◆ WHAT TO PRODUCE: From the line that contains "pixels, height=868 pixels." to the final line below, both included, print each line exactly and skip the pictures.

◆ Stored records:
- Opening Delimiter -

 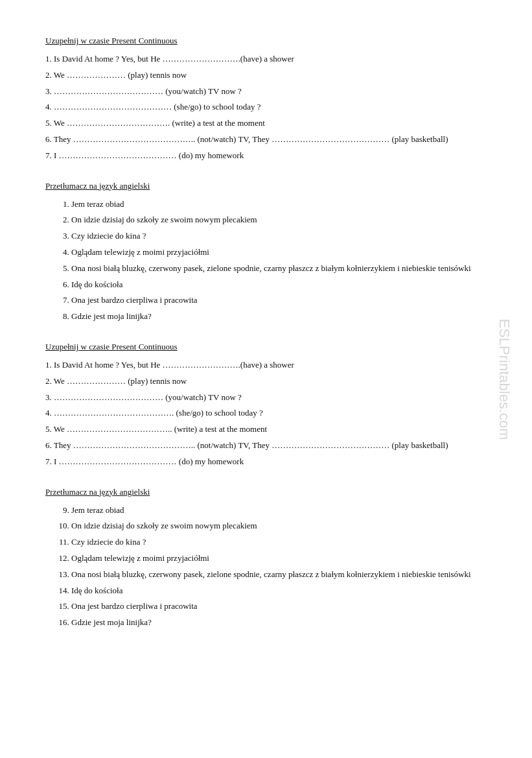 What do you see at coordinates (266, 462) in the screenshot?
I see `exercise-3-item-7: 7. I …………………………………… (do) my homework` at bounding box center [266, 462].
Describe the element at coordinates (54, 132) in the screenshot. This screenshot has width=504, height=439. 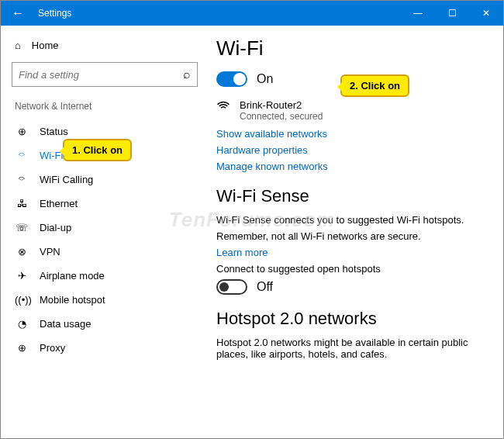
I see `nav-label: Status` at that location.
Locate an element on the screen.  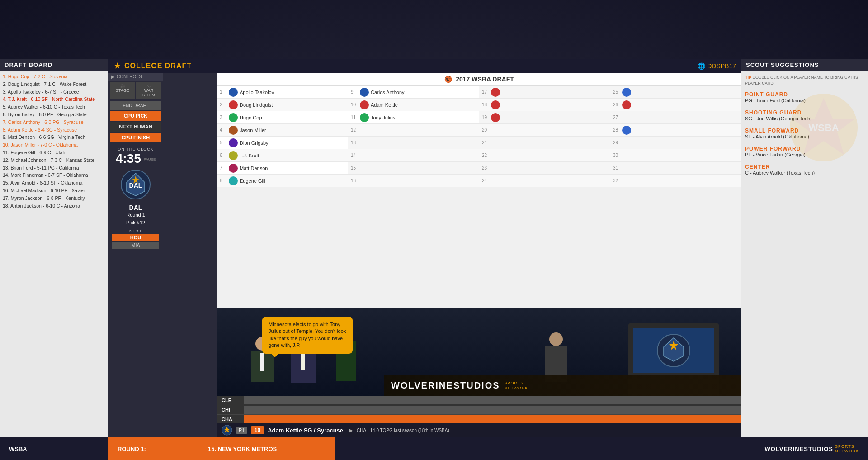
wsba-draft-header: 🏀 2017 WSBA DRAFT is located at coordinates (479, 80).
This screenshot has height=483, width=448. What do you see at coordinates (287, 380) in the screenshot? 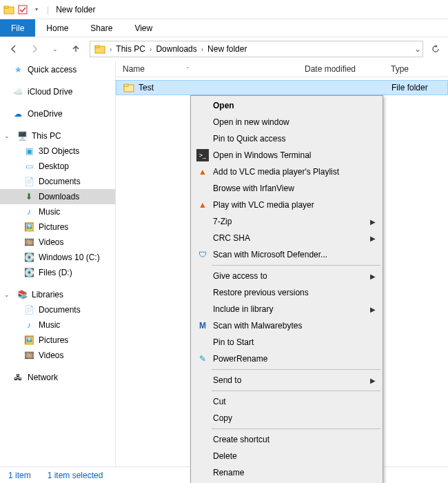
I see `ctx-send-to: Send to▶` at bounding box center [287, 380].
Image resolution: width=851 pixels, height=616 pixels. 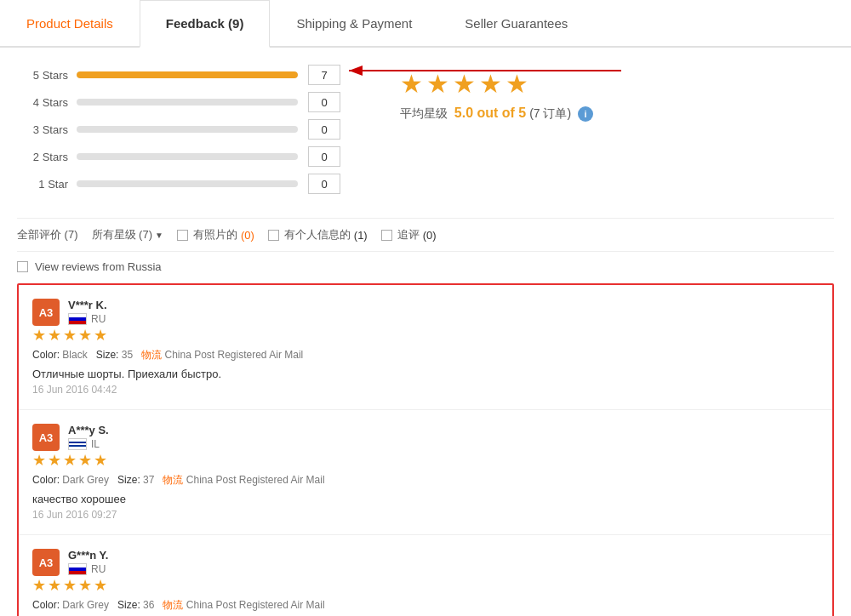 What do you see at coordinates (426, 480) in the screenshot?
I see `review-meta: Color: Dark Grey Size: 37 物流 China Post …` at bounding box center [426, 480].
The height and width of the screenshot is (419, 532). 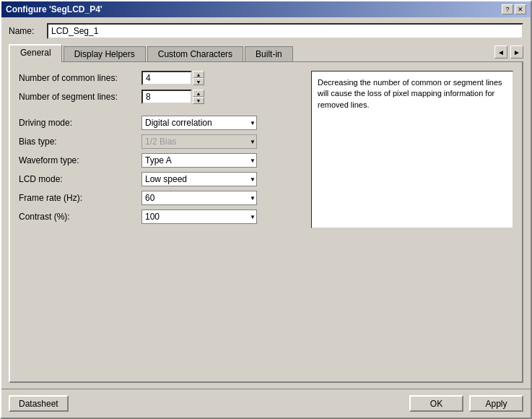 I want to click on bias-type-label: Bias type:, so click(x=80, y=142).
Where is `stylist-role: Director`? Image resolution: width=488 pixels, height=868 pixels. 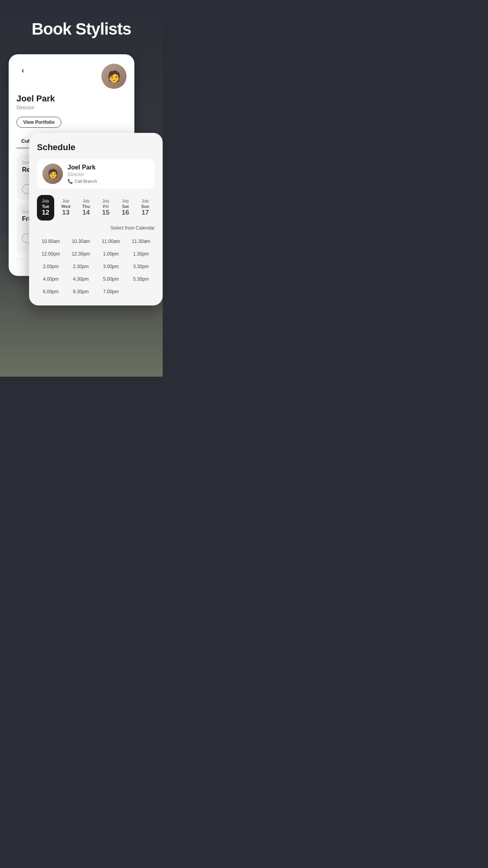
stylist-role: Director is located at coordinates (72, 108).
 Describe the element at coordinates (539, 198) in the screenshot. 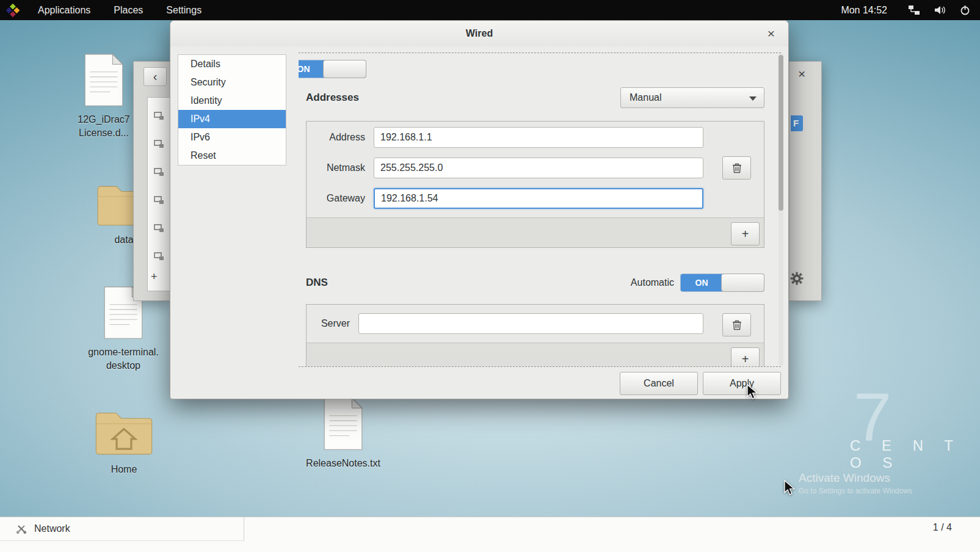

I see `gateway-input` at that location.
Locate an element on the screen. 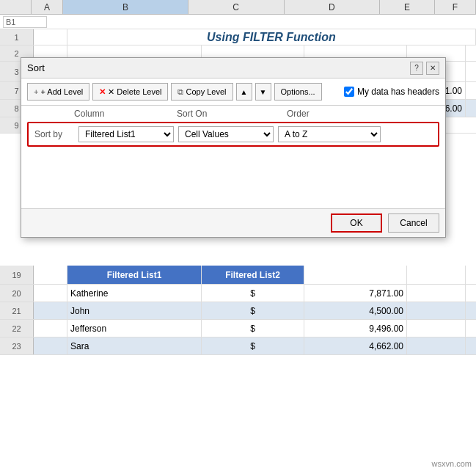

- Closing Delimiter -

◆ OUTPUT OF THE TASK:
Where is `stylist-role: Director`? Image resolution: width=488 pixels, height=868 pixels. 
stylist-role: Director is located at coordinates (72, 108).
 Describe the element at coordinates (539, 198) in the screenshot. 

I see `gateway-input` at that location.
Locate an element on the screen. 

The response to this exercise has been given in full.